Friday, April 21, 2006

The Clean Web Site

The old saying that cleanliness is next to godliness should be applied to many web sites today. There are tons of sites on the Internet that can't decide if they are promoting their company or trying to attract gamblers from Las Vegas with the banners, animation, blinking and flashing ads, scrolling text and other distracting elements. These sites look like a bill board on the Vegas strip! Unfortunately these companies are trashing their web site with elements that probably have very little to do with the stated purpose of their site (see post below) and as a result all the junk on their site is just a distraction to visitors.

Research has proven over and over again that adding the newest and most "glittery" technology and animation you can find won't increase your conversions of prospects to customers. It may look cool and cost you a bunch of cash as your webmaster tells you how complex it was to create so he/she can keep their job, but at the end of the day it probably won't have any marginal effect on your bottom line.

Web sites should be kept lean and mean, which means minimal outside elements that aren't directly tied to the key purpose of your site. Create logical and intuitive navigation, plenty of white space, clean tasteful graphics that DON'T blink and flash to get attention. If they are designed well they will create a positive image without all the animation. However the most important element on the site is always and will always be the copy (text). People visit a site to learn things and the copy on the site needs to get their attention, be easy to read, and most important get them to take some type of action. Flashing graphics and spinning logos aren't going to do that, but powerful and well written copy will. Creating a site with these elements will always be more effective than the site that has too much junk on them and contains poorly written copy.

In Ayn Rand's famous book The Fountainhead the main character is an architect named Howard Roark. He is practicing his trade at a time when creating ornate buildings was the standard practice. The architects that are his competition believe all buildings need to have ornate carvings, pillars, and other dramatic designs more like a Greek temple than a modern office building. Roark stands alone among the men of his day that believe buildings should be clean and modern without all the excess of classical design. His ideas are attacked, but in the end we see today they are the standard rather than the exception. I know some of my ideas of minimal sites are also not shared by others in the industry. How could they be with all that cool Flash that let's you create the "classical" look to the site, but there are some, and the number is growing, that know the future of the web is well designed, clean, minimal sites with sharp copy.

If your site is one of those that looks like it belongs in Vegas then bust out the Mister Clean and get to work making a site that has a stated purpose and is minimally designed for that purpose with sharp and effective copy. Your business will thank you for it and so will your customers!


**EXERCISE BRIEF**
Word for word, print each record, dropping any image it holds.

Records drawn from a dataset:
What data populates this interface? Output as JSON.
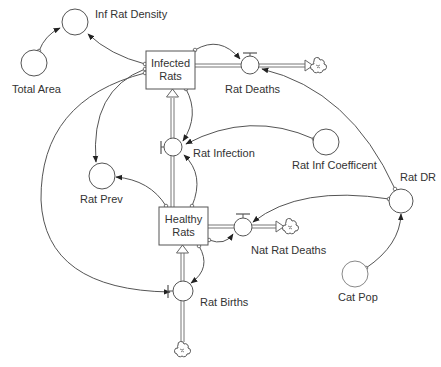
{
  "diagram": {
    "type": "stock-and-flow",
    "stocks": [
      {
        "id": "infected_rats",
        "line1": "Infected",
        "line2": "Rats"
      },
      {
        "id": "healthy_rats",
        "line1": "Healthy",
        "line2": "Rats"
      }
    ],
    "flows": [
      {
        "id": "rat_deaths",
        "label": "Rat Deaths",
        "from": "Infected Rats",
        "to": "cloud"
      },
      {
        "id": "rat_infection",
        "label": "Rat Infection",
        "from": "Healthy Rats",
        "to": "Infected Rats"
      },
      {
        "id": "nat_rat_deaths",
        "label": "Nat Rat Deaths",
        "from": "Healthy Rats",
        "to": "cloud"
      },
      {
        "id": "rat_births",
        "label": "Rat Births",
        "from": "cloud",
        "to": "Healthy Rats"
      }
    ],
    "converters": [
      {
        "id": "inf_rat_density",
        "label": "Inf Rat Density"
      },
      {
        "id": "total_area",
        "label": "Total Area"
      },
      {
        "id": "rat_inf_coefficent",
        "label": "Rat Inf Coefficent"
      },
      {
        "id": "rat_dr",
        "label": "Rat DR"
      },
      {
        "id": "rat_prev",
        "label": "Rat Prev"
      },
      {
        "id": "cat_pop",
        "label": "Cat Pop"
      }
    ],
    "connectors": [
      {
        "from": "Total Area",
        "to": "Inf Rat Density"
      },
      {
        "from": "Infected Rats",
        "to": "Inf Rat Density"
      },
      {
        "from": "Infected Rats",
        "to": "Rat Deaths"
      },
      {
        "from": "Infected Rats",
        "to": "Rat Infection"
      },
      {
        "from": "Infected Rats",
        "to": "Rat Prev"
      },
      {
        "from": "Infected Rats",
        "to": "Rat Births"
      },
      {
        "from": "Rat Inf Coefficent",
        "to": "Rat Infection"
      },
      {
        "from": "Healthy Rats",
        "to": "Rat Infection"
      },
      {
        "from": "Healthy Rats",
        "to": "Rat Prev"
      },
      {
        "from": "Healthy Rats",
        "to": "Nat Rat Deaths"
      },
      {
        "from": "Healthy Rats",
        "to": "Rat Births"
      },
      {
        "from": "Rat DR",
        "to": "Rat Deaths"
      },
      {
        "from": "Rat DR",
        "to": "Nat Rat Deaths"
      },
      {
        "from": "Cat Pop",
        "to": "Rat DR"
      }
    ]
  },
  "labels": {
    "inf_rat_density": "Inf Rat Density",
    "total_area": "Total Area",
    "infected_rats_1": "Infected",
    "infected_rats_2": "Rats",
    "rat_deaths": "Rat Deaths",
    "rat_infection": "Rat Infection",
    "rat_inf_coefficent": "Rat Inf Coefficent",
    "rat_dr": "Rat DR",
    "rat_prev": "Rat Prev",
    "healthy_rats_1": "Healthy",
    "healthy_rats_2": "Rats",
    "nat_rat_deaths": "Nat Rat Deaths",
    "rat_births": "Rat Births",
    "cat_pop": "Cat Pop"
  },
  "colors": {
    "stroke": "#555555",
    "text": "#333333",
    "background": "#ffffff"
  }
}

**SOLUTION FOR THIS EXERCISE**
What data populates this interface? Output as JSON.
{
  "diagram": {
    "type": "stock-and-flow",
    "stocks": [
      {
        "id": "infected_rats",
        "line1": "Infected",
        "line2": "Rats"
      },
      {
        "id": "healthy_rats",
        "line1": "Healthy",
        "line2": "Rats"
      }
    ],
    "flows": [
      {
        "id": "rat_deaths",
        "label": "Rat Deaths",
        "from": "Infected Rats",
        "to": "cloud"
      },
      {
        "id": "rat_infection",
        "label": "Rat Infection",
        "from": "Healthy Rats",
        "to": "Infected Rats"
      },
      {
        "id": "nat_rat_deaths",
        "label": "Nat Rat Deaths",
        "from": "Healthy Rats",
        "to": "cloud"
      },
      {
        "id": "rat_births",
        "label": "Rat Births",
        "from": "cloud",
        "to": "Healthy Rats"
      }
    ],
    "converters": [
      {
        "id": "inf_rat_density",
        "label": "Inf Rat Density"
      },
      {
        "id": "total_area",
        "label": "Total Area"
      },
      {
        "id": "rat_inf_coefficent",
        "label": "Rat Inf Coefficent"
      },
      {
        "id": "rat_dr",
        "label": "Rat DR"
      },
      {
        "id": "rat_prev",
        "label": "Rat Prev"
      },
      {
        "id": "cat_pop",
        "label": "Cat Pop"
      }
    ],
    "connectors": [
      {
        "from": "Total Area",
        "to": "Inf Rat Density"
      },
      {
        "from": "Infected Rats",
        "to": "Inf Rat Density"
      },
      {
        "from": "Infected Rats",
        "to": "Rat Deaths"
      },
      {
        "from": "Infected Rats",
        "to": "Rat Infection"
      },
      {
        "from": "Infected Rats",
        "to": "Rat Prev"
      },
      {
        "from": "Infected Rats",
        "to": "Rat Births"
      },
      {
        "from": "Rat Inf Coefficent",
        "to": "Rat Infection"
      },
      {
        "from": "Healthy Rats",
        "to": "Rat Infection"
      },
      {
        "from": "Healthy Rats",
        "to": "Rat Prev"
      },
      {
        "from": "Healthy Rats",
        "to": "Nat Rat Deaths"
      },
      {
        "from": "Healthy Rats",
        "to": "Rat Births"
      },
      {
        "from": "Rat DR",
        "to": "Rat Deaths"
      },
      {
        "from": "Rat DR",
        "to": "Nat Rat Deaths"
      },
      {
        "from": "Cat Pop",
        "to": "Rat DR"
      }
    ]
  },
  "labels": {
    "inf_rat_density": "Inf Rat Density",
    "total_area": "Total Area",
    "infected_rats_1": "Infected",
    "infected_rats_2": "Rats",
    "rat_deaths": "Rat Deaths",
    "rat_infection": "Rat Infection",
    "rat_inf_coefficent": "Rat Inf Coefficent",
    "rat_dr": "Rat DR",
    "rat_prev": "Rat Prev",
    "healthy_rats_1": "Healthy",
    "healthy_rats_2": "Rats",
    "nat_rat_deaths": "Nat Rat Deaths",
    "rat_births": "Rat Births",
    "cat_pop": "Cat Pop"
  },
  "colors": {
    "stroke": "#555555",
    "text": "#333333",
    "background": "#ffffff"
  }
}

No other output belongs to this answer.